An interesting take on XOM's strategy

posted on Feb 23, 2010 12:27AM

http://www.theoildrum.com/node/6229

ExxonMobil’s Acquisition of XTO Energy: The Fallacy of the Manufacturing Model in Shale Plays

Posted by aeberman on February 22, 2010 - 10:26am
Topic: Geology/Exploration
Tags: exxonmobil, natural gas, original, shale gas, xto energy [list all tags]

Most analysts believe that the ExxonMobil acquisition of XTO Energy (XTO) represents a dramatic shift in strategy by the premier exploration and production (E&P) company, and a validation of shale plays. It is neither. The move represents a considered and deliberate choice that acknowledges diminished opportunities for the oil giant to add and replace reserves. The acquisition acknowledges that natural gas is the only viable short-term solution to North America’s energy needs, and that demand will grow. It implies that ExxonMobil believes that higher natural gas prices will be part of that energy future. It presumes that the company can improve on the flawed manufacturing model that has dominated the way that U.S. shale plays have been pursued.

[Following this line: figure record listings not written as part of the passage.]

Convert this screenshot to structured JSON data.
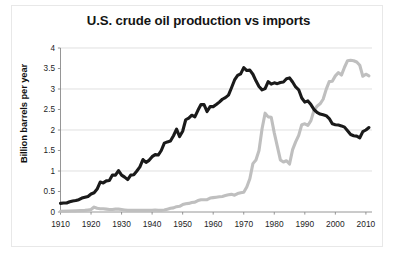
{
  "figure": {
    "title": "U.S. crude oil production vs imports",
    "y_axis_title": "Billion barrels per year",
    "background_color": "#ffffff",
    "frame_color": "#e8e8e8"
  },
  "chart_data": {
    "type": "line",
    "title": "U.S. crude oil production vs imports",
    "xlabel": "",
    "ylabel": "Billion barrels per year",
    "xlim": [
      1910,
      2012
    ],
    "ylim": [
      0,
      4
    ],
    "xticks": [
      1910,
      1920,
      1930,
      1940,
      1950,
      1960,
      1970,
      1980,
      1990,
      2000,
      2010
    ],
    "xtick_labels": [
      "1910",
      "1920",
      "1930",
      "1940",
      "1950",
      "1960",
      "1970",
      "1980",
      "1990",
      "2000",
      "2010"
    ],
    "yticks": [
      0,
      0.5,
      1,
      1.5,
      2,
      2.5,
      3,
      3.5,
      4
    ],
    "ytick_labels": [
      "0",
      "0.5",
      "1",
      "1.5",
      "2",
      "2.5",
      "3",
      "3.5",
      "4"
    ],
    "grid": true,
    "gridlines_at": [
      1,
      2,
      3,
      4
    ],
    "grid_color": "#d3d3d3",
    "legend": false,
    "series": [
      {
        "name": "production",
        "color": "#1a1a1a",
        "line_width": 3.1,
        "x": [
          1910,
          1911,
          1912,
          1913,
          1914,
          1915,
          1916,
          1917,
          1918,
          1919,
          1920,
          1921,
          1922,
          1923,
          1924,
          1925,
          1926,
          1927,
          1928,
          1929,
          1930,
          1931,
          1932,
          1933,
          1934,
          1935,
          1936,
          1937,
          1938,
          1939,
          1940,
          1941,
          1942,
          1943,
          1944,
          1945,
          1946,
          1947,
          1948,
          1949,
          1950,
          1951,
          1952,
          1953,
          1954,
          1955,
          1956,
          1957,
          1958,
          1959,
          1960,
          1961,
          1962,
          1963,
          1964,
          1965,
          1966,
          1967,
          1968,
          1969,
          1970,
          1971,
          1972,
          1973,
          1974,
          1975,
          1976,
          1977,
          1978,
          1979,
          1980,
          1981,
          1982,
          1983,
          1984,
          1985,
          1986,
          1987,
          1988,
          1989,
          1990,
          1991,
          1992,
          1993,
          1994,
          1995,
          1996,
          1997,
          1998,
          1999,
          2000,
          2001,
          2002,
          2003,
          2004,
          2005,
          2006,
          2007,
          2008,
          2009,
          2010,
          2011
        ],
        "y": [
          0.21,
          0.22,
          0.22,
          0.25,
          0.27,
          0.28,
          0.3,
          0.34,
          0.36,
          0.38,
          0.44,
          0.47,
          0.56,
          0.73,
          0.71,
          0.76,
          0.77,
          0.9,
          0.9,
          1.01,
          0.9,
          0.85,
          0.79,
          0.9,
          0.91,
          1.0,
          1.1,
          1.28,
          1.21,
          1.26,
          1.35,
          1.4,
          1.39,
          1.5,
          1.68,
          1.71,
          1.73,
          1.86,
          2.02,
          1.84,
          1.97,
          2.25,
          2.29,
          2.36,
          2.32,
          2.48,
          2.62,
          2.62,
          2.45,
          2.57,
          2.57,
          2.62,
          2.68,
          2.75,
          2.79,
          2.85,
          3.03,
          3.22,
          3.33,
          3.37,
          3.52,
          3.45,
          3.46,
          3.36,
          3.2,
          3.06,
          2.98,
          3.01,
          3.18,
          3.12,
          3.15,
          3.13,
          3.16,
          3.17,
          3.25,
          3.27,
          3.17,
          3.05,
          2.98,
          2.78,
          2.68,
          2.71,
          2.62,
          2.5,
          2.43,
          2.39,
          2.37,
          2.35,
          2.28,
          2.15,
          2.13,
          2.12,
          2.1,
          2.07,
          1.98,
          1.89,
          1.86,
          1.85,
          1.81,
          1.96,
          2.0,
          2.06
        ]
      },
      {
        "name": "imports",
        "color": "#bfbfbf",
        "line_width": 3.1,
        "x": [
          1910,
          1915,
          1918,
          1919,
          1920,
          1921,
          1922,
          1923,
          1924,
          1925,
          1926,
          1927,
          1928,
          1929,
          1930,
          1931,
          1932,
          1933,
          1934,
          1935,
          1936,
          1937,
          1938,
          1939,
          1940,
          1941,
          1942,
          1943,
          1944,
          1945,
          1946,
          1947,
          1948,
          1949,
          1950,
          1951,
          1952,
          1953,
          1954,
          1955,
          1956,
          1957,
          1958,
          1959,
          1960,
          1961,
          1962,
          1963,
          1964,
          1965,
          1966,
          1967,
          1968,
          1969,
          1970,
          1971,
          1972,
          1973,
          1974,
          1975,
          1976,
          1977,
          1978,
          1979,
          1980,
          1981,
          1982,
          1983,
          1984,
          1985,
          1986,
          1987,
          1988,
          1989,
          1990,
          1991,
          1992,
          1993,
          1994,
          1995,
          1996,
          1997,
          1998,
          1999,
          2000,
          2001,
          2002,
          2003,
          2004,
          2005,
          2006,
          2007,
          2008,
          2009,
          2010,
          2011
        ],
        "y": [
          0.02,
          0.03,
          0.04,
          0.05,
          0.06,
          0.12,
          0.09,
          0.08,
          0.08,
          0.07,
          0.06,
          0.06,
          0.07,
          0.07,
          0.06,
          0.05,
          0.04,
          0.04,
          0.04,
          0.04,
          0.04,
          0.04,
          0.04,
          0.04,
          0.04,
          0.05,
          0.04,
          0.04,
          0.05,
          0.07,
          0.09,
          0.1,
          0.13,
          0.14,
          0.18,
          0.2,
          0.21,
          0.23,
          0.24,
          0.28,
          0.3,
          0.3,
          0.3,
          0.34,
          0.35,
          0.36,
          0.37,
          0.38,
          0.4,
          0.42,
          0.43,
          0.41,
          0.45,
          0.47,
          0.48,
          0.61,
          0.81,
          1.18,
          1.27,
          1.5,
          2.03,
          2.41,
          2.32,
          2.31,
          1.93,
          1.6,
          1.27,
          1.22,
          1.25,
          1.17,
          1.52,
          1.71,
          1.87,
          2.13,
          2.15,
          2.11,
          2.23,
          2.48,
          2.58,
          2.64,
          2.75,
          2.99,
          3.18,
          3.19,
          3.32,
          3.4,
          3.34,
          3.53,
          3.69,
          3.7,
          3.69,
          3.66,
          3.58,
          3.31,
          3.36,
          3.32
        ]
      }
    ]
  }
}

ExxonMobil’s acquisition of XTO only seems dramatic to those who have not paid attention to the company’s strategy and change in project mix over the past decade. Its portfolio consisted of 75% unconventional resources before the XTO acquisition (Figure 1) with a strong emphasis on tight, acid and sour gas, LNG, and heavy oil projects. Tim Cejka, President of ExxonMobil Exploration Company, told The Wall Street Journal last year that his company has been “bullish” on shale plays since 2003 (Wall Street Journal, July 13, 2009). David Rosenthal, ExxonMobil Vice President of Investor Relations recently said, “It’s not a strategic shift” (Houston Chronicle, February 2, 2010).

The Company has pursued tight gas plays in Colorado’s Piceance basin and in Hungary’s Mako Trough for many years. It announced its entry in a shale play in Canada’s Horn River basin in 2009. It leased 20,000 acres in the Marcellus Shale play in 2008, and now has a joint venture with Pennsylvania General Energy that covers 290,000 acres in that play. ExxonMobil also maintains an ongoing commitment to oil sands in Canada.

Reserves

The main driver for the XTO acquisition was reserves, particularly in natural gas. Increasingly, ExxonMobil has had difficulty replacing reserves along with most major oil companies. The worst years ever for reserve replacement were 2007, 2008 and 2009 (Figure 2). While 2008 additions were officially 103% of production, without the contribution of oil sands, which the SEC does not consider reserves, replacement was only 27% (LaVine, 2009). Two-thirds of 2009 reserve replacement came from LNG projects in Australia and Papua New Guinea that were discovered years ago, but completion of processing facilities allowed the additions last year. The truth is that unconventional gas is the only scalable resource that exists for E&P companies that need large annual reserve additions to support their stock price. New SEC definitions allow more latitude in booking reserves especially in the proved undeveloped category for natural gas.

International Risks

Another important motive for the acquisition is the company’s belief that overseas opportunities now carry too much political risk. These projects are too costly and competitive, and the prize no longer justifies the effort. The XTO purchase, therefore, represents another stage in the transformation from an integrated oil company to a capital and service provider. Integrated majors traditionally produced oil and added value by refining it into petroleum and chemical products. In recent years, they have focused increasingly on providing services like building plants and processing LNG for exporting nations, where they add value by providing capital and efficiency. ExxonMobil’s entry into the North American unconventional gas sector moves the focus of the capital and service provider another important step away from the international arena.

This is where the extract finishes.